Comet Hale-Bopp shines over southern Paris on March 10, 1997.
Photograph by Christian Tatot, AP
National Geographic News
Published December 11, 2009
The gases that make up Earth's atmosphere came from a swarm of comets, not from bubbling volcanoes as long thought, a new study says.
The new theory came about after scientists discovered that pristine samples of the elements krypton and xenon, recently collected from deep within the Earth, have the same chemical makeup as ancient meteorites.
The discovery has squelched the volcano theory, said project leader Chris Ballentine of the U.K.'s University of Manchester.
Most of the gases in the air we breathe originated in the solar nebula, the cloud of gas and dust that formed the sun and planets, the study says.
The gases became gravitationally bound to a young Earth and were then transported in the Earth's interior—leaking out over the eons through volcanic belches and cracks in the Earth's crust.
It's still true that volcanoes spewed out some gases, "but [that] contribution was insignificant" for the creation of Earth's atmosphere," Ballentine said.
Comet Bombardment
Ballentine and colleagues studied krypton and xenon because they're noble gases, so called because they don't mix chemically with most other elements.
As a result, most of Earth's krypton has remained unchanged since its arrival on our planet—allowing scientists to precisely study the conditions of early Earth.
Based on their research, Ballentine and colleagues claim that our atmosphere likely formed when gas and water-rich comets bombarded Earth, shortly after its formation 4.54 billion years ago.
This may or may not have coincided with a period of heavy cometary pounding in the inner solar system known as the Late Heavy Bombardment.
Scientists have already discovered that the comet barrage likely formed Earth's oceans.
Premature Conclusions?
The new findings, to be published December 11 in the journal Science, also suggest that comets can bring life-giving substances to habitable worlds elsewhere in the universe, experts say.
"What our study shows is there are orbital processes that bring icy bodies [such as comets] from the edges [of a star system] to the inner rocky planets, which don't have much water or volatiles [or substances that vaporize quickly]," Ballentine said.
"We can see a process that is mixing these two planetary regions much more efficiently."
Robert Pepin, an atmospheric scientist at the University of Minnesota, called the team's data "superb." But their conclusions are premature, added Pepin, who was not involved in the study.
For example, even if early Earth did amass its atmosphere from the solar nebula, he said, it's not a given that the planet was able to concentrate any of those gases in its interior.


**What you are asked to do**. Needed from the entries below: every line that holds the word "arrow".
******************************
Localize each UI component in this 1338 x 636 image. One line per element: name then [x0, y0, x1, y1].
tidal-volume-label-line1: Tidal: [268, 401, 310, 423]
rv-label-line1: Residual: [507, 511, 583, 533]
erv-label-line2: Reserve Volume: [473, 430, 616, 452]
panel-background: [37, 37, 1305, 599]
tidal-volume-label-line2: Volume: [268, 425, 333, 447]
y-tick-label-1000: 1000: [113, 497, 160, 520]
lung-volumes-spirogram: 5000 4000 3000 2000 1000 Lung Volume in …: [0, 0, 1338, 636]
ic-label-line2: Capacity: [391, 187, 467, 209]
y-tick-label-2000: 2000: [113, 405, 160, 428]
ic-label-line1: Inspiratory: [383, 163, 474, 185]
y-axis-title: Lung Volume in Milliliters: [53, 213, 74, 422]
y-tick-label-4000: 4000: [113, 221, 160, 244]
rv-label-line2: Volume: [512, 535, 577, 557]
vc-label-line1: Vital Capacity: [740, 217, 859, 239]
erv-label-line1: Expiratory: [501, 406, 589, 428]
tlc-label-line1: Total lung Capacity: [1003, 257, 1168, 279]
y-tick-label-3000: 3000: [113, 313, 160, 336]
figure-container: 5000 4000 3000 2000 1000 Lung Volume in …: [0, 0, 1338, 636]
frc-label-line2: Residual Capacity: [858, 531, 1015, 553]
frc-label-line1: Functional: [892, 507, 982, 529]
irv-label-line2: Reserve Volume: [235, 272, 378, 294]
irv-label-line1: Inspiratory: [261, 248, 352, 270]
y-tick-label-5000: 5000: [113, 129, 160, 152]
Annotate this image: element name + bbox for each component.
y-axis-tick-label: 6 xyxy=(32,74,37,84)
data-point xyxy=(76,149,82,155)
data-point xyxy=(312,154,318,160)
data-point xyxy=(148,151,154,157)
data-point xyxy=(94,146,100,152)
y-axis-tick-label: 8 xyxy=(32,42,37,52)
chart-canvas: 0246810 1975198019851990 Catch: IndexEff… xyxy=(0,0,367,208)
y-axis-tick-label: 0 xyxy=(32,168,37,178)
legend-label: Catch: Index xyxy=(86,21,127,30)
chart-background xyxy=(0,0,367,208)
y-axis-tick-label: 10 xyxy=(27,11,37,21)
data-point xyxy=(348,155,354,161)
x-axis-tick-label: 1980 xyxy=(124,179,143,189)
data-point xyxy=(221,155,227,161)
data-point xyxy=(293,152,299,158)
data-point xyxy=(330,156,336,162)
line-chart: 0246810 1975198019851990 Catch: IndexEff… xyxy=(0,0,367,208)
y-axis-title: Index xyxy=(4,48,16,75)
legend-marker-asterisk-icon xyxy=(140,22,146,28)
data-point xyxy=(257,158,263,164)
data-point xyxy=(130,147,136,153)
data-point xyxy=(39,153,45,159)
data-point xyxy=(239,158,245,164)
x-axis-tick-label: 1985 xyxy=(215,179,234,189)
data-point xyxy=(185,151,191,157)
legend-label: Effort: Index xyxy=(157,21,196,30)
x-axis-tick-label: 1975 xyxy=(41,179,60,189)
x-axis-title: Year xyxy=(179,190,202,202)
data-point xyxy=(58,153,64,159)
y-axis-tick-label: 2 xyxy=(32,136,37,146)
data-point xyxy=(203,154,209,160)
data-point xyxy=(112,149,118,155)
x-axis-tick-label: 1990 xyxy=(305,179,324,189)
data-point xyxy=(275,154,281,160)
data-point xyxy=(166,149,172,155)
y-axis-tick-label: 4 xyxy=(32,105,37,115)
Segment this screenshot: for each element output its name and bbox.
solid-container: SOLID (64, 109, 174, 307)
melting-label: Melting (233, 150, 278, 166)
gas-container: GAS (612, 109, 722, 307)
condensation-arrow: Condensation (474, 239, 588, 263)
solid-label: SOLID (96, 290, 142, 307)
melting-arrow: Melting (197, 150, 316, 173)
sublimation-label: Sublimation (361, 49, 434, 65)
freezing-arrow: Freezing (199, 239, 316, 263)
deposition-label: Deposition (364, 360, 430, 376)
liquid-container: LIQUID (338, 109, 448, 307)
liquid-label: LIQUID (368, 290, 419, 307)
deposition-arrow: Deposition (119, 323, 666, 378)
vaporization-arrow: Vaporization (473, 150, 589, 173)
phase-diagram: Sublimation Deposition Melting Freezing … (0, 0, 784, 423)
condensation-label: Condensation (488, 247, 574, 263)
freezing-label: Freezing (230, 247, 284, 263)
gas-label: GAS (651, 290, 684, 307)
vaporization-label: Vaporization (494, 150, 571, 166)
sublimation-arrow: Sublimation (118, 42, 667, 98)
******************************
**Exercise result**.
condensation-arrow: Condensation (474, 239, 588, 263)
melting-arrow: Melting (197, 150, 316, 173)
freezing-arrow: Freezing (199, 239, 316, 263)
deposition-arrow: Deposition (119, 323, 666, 378)
vaporization-arrow: Vaporization (473, 150, 589, 173)
sublimation-arrow: Sublimation (118, 42, 667, 98)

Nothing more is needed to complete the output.